I'm not keeping track, but some of the things we ran out of include sand, helium, tellurium, tantalum, niobium, bees...
This dismissive contrarian Pollyanna attitude might serve well to minimise your personal anxiety, but I would argue that it is pretty bad way to make decisions or manage risk.
This is not some article saying that the sky is falling without evidence. It is not even an article saying the sky is falling with evidence. It is an article that says that there is a significant risk, due to an entirely preventable man-made problem, where steps can be taken now to reduce the medium-term impact of the problem. And then it lists those steps. Why is this not OK to you?
The main reason being: materials are cheap - plant time is what's expensive.
First, raw materials are such a small fraction of chip costs that even if the market price of a given material spikes up two orders of magnitude briefly, the market can eat the spike. For many broadly used materials, this alone is "end of story" - the majority of consumers will balk at the price and exit the market long before semiconductors supply chains will. And second, between the costs of halting production and the low volumes of actual materials involved, supply buffers exist on sites. That plays against supply chain fragility.
It's one thing to have everything JITted within an inch of its life on a razor thin margins car plant. It's another matter entirely to have a "potential supply disruption" in semiconductor manufacturing that will, if all supply truly and fully stopped tomorrow, convert to actual stopped plants in 4 months unless something is done about it in the meanwhile. And that "unless something is done" bites hard when you have a lot of engineering capability underlined by general price insensitivity. As semiconductor industry does.
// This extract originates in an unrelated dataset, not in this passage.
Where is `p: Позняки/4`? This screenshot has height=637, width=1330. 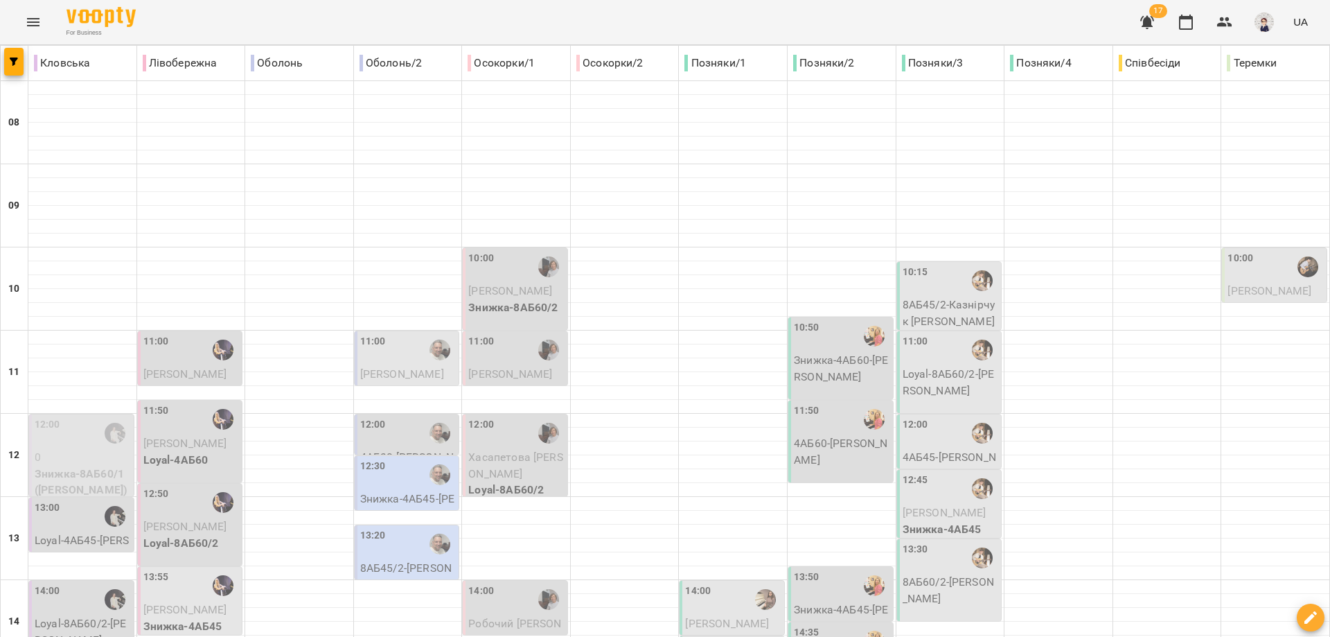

https://www.theregister.com/2022/03/11/ukraine_neon_supplies...
Despots will keep pushing their limits until they get punched in the nose, and so far the only limits they've hit have been a few angry parades.
I really don't understand the motivation, as British Petroleum (BP) was not a direct U.S. interest.
https://en.wikipedia.org/wiki/1953_Iranian_coup_d%27%C3%A9ta...
That's why biological systems look so wasteful (chlorophyll reflecting the more abundant wavelength, etc.)
Everything from Peak Oil to today has the globalized market/trade machine meeting the needs continuously with only leaf nodes for products being the constraint. Almost all inputs have been commoditized.
If you're referring to Spruce Pine in the aftermath of Hurricane Helene [0, 1], the predictions that chipmaking would be severely disrupted turned out to not come true because the Spruce Pine mine sustained a lot less damage than initially feared and was made operational within a week or two [2], not because high-purity quartz is commoditized.